Whether you're a student trying to memorise facts for an exam, or a new staff member getting to grips with the ins and outs of a new job, we're continually trying to hold onto new information, while making sure we don't forget the important things we'll need to know later.
But what about the opposite situation: can we intentionally forget things too, using a process of reverse memorisation? According to a new study, we can, with scientists in the US saying brain scans of people being told to disregard certain information reveal the "neural signature" of intentional forgetting.
Researchers from Dartmouth College and Princeton University used functional magnetic resonance imaging (fMRI) to scan the brains of 25 participants as they engaged in a memory experiment.
The group was shown images of outdoor scenery – including scenes like forests, mountains, and beaches – as they studied two lists of random words.
"Our hope was the scene images would bias the background, or contextual, thoughts that people had as they studied the words to include scene-related thoughts," said lead researcher Jeremy Manning from Dartmouth College. "We used fMRI to track how much people were thinking of scene-related things at each moment during our experiment. That allowed us to track, on a moment-by-moment basis, how those scene or context representations faded in and out of people's thoughts over time."
After studying the lists of words interspersed with the scenery images, the participants were told to either forget or remember the words contained in them. When told to forget the words on one of the lists, the fMRI scans showed that the brain activity associated with the context of those words – the accompanying visual scenery – was 'flushed out'.
"It's like intentionally pushing thoughts of your grandmother's cooking out of your mind if you don't want to think about your grandmother at that moment," said Manning. "We were able to physically measure and quantify that process using brain data."
When the participants were instructed to remember the words on the list, the flushing out of scene-related thoughts didn't show up in the fMRI scans. But when they were directed to forget, the extent to which the scenery thoughts were flushed out predicted how well the participants remembered the words on a test taken after the scans.
The researchers acknowledge that visual scenery is not the only kind of contextual memory functioning in the brain, but given the limits of what scientists can track from scans of brain activity, it's one way of monitoring the forgetting process.
"[E]ach participant will have their own idiosyncratic constellation of slowly drifting thoughts. In our study, we focused on the level of scene activity as an indicator of contextual change because we purposefully 'injected' scene activity into participants' mental context… and we have sensitive tools for measuring scene activity with fMRI," the authors write in Psychonomic Bulletin & Review.
"If we had a way of identifying and tracking other kinds of context that were present during [memorisation of the list]," they add, "we would expect to see a similar decrease in these other kinds of contextual activity in response to the forget cue."
The team isn't claiming that their research pins down the exact mechanism by which our brains intentionally forget, but they have a few ideas.
It's possible, they suggest, that upon being instructed to forget something, people change their mental contexts by trying to think of new, unrelated thoughts that 'push out' the old contextual information. It's possible too that people may be able to suppress thoughts somehow without recalling other memories.
While it's only a very small study and one centred around a fairly elusive concept, the findings could hold promise for further research into intentional forgetting – especially as seeing that not remembering things can sometimes be a positive.
"[M]emory studies are often concerned with how we remember rather than how we forget, and forgetting is typically viewed as a 'failure' in some sense, but sometimes forgetting can be beneficial, too," said Manning. "For example, we might want to forget a traumatic event, such as soldiers with PTSD. Or we might want to get old information 'out of our head,' so we can focus on learning new material. Our study identified one mechanism that supports these processes."
There's an awful lot of research being conducted into what it is that makes people forget things. Earlier in the year, researchers in the UK reported how inhibitory connections called anti-memories work to silence our memories to help stabilise brain processes.
There's also been a considerable amount of studies on chemical aids to block memories, including recent research involving a drug that can disrupt memories associated with methamphetamine use, which could prove a big help to people trying to recover from drug addictions.
For more on the science of forgetting things on purpose, check out this video.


Starting at the line below that contains "identify all the" and ending at the line that contains "Localize each UI", retype each line exactly as it stands, but omit the pictures.

▶ SOURCE INFORMATION
◇ ◇ ◇

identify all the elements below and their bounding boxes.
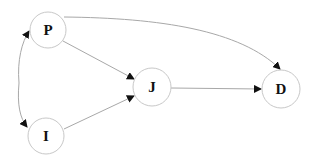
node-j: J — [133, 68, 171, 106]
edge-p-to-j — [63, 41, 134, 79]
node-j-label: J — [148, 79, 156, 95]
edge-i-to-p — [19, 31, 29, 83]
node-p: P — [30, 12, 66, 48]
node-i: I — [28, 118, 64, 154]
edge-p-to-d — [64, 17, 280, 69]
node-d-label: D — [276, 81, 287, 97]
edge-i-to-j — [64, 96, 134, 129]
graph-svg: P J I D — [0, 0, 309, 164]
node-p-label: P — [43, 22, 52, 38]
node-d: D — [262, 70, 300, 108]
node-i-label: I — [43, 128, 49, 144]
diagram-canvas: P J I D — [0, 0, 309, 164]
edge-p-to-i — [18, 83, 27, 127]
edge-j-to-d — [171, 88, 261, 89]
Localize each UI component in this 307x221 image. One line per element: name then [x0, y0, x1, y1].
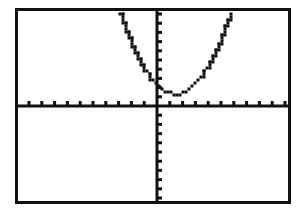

◇ ◇ ◇

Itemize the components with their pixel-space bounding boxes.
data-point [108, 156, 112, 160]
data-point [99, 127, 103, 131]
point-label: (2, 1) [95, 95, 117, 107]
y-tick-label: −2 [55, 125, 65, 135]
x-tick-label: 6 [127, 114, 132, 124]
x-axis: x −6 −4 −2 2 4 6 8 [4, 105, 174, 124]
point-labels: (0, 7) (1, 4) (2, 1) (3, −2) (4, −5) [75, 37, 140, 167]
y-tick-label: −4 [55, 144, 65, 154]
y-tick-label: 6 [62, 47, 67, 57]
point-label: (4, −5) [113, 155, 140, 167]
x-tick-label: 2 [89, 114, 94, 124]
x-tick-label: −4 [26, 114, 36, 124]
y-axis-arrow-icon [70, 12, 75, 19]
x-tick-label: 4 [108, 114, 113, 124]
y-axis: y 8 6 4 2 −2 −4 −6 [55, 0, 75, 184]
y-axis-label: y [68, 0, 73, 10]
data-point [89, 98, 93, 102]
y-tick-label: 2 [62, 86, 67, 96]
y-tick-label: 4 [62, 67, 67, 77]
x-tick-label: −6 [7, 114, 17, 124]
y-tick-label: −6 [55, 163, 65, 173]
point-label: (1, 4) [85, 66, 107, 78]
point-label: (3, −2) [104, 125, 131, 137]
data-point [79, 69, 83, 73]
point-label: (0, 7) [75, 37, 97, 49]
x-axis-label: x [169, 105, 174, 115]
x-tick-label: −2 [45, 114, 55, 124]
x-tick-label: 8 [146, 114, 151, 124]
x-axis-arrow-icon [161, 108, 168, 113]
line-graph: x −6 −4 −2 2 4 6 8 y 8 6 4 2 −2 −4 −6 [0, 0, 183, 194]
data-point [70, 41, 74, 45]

◇ ◇ ◇

▶ SOLUTION TO THIS PROBLEM
identify all the elements below and their bounding boxes.
node-j: J — [133, 68, 171, 106]
edge-p-to-j — [63, 41, 134, 79]
node-j-label: J — [148, 79, 156, 95]
edge-i-to-p — [19, 31, 29, 83]
node-p: P — [30, 12, 66, 48]
node-i: I — [28, 118, 64, 154]
edge-p-to-d — [64, 17, 280, 69]
node-d-label: D — [276, 81, 287, 97]
edge-i-to-j — [64, 96, 134, 129]
graph-svg: P J I D — [0, 0, 309, 164]
node-p-label: P — [43, 22, 52, 38]
node-d: D — [262, 70, 300, 108]
node-i-label: I — [43, 128, 49, 144]
diagram-canvas: P J I D — [0, 0, 309, 164]
edge-p-to-i — [18, 83, 27, 127]
edge-j-to-d — [171, 88, 261, 89]
Localize each UI component in this 307x221 image. One line per element: name then [x0, y0, x1, y1].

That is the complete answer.